Whitney finds it hard to believe that anyone in who holds seats of power could relate to their situation, or that their life experiences have equipped them to know how they could really help.
“You've had money to campaign (for office),” she said. “I don't have money to buy a pack of cigarettes some days. I'm pretty sure that you don't know what it's like to be broke.”
When Whitney does finally touch on Martinez directly, she was unforgiving, describing her as “a very ignorant woman … It really worries me that we really don't look into who people are.”
But she also said it was pointless to place all of the blame on Martinez.
“Everybody wants to nail her to the cross,” she said. “At the same time, how many homeowners were coming out and speaking to the people that they had problems with?”
“We're all responsible for Nury Martinez just as much as she is, because she's representing the people in the community,” she said.
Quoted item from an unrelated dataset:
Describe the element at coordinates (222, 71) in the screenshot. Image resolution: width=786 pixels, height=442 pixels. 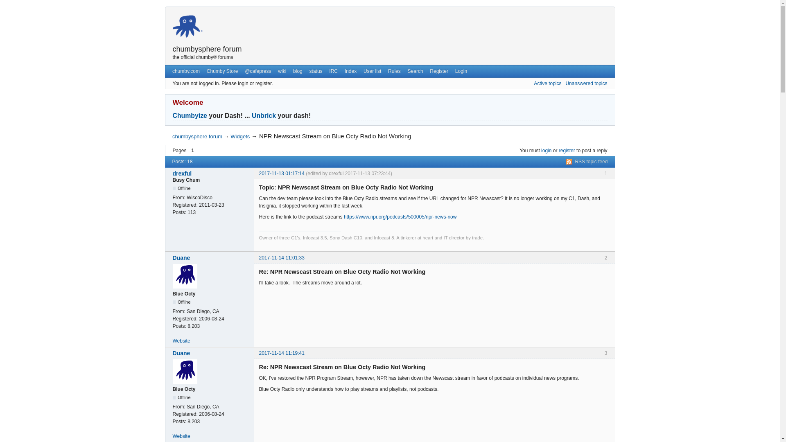
I see `Chumby Store` at that location.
(Carla, who is housed, once told me this is one of the reasons she volunteers her time — because she felt partly responsible for what is happening).
“If you're going to work every day, and driving by homeless people, and you don't like that I'm dirty, have you tried writing to, you know your Senator or have you tried writing to the city council and saying, ‘Hey, we need to be able to have dumpsters out there for them to use, or like, if you think that homeless people smell or you don't like that there's, you know, excrement on the sidewalk, have you written in, or called and started a petition saying we need to get public bathrooms back? Or are you just going to be part of the group of people that are out there with a mob, with torches and pitchforks, and saying, ‘Fuck these people, they're disgusting. We need to do something about them. They're all criminals. They're all drug addicts. We need law enforcement.’”
Whitney said those on Aetna Street and elsewhere are the ones out in the proverbial rain.
“Everybody's talking about us, while they’re underneath all this protection and everything else,” she said. “It's like maybe if they just came and talked to us, and realize that we're human beings, it wouldn't be so scary … maybe a lot of people wouldn't feel so alienated and fulfill what is being said about them.”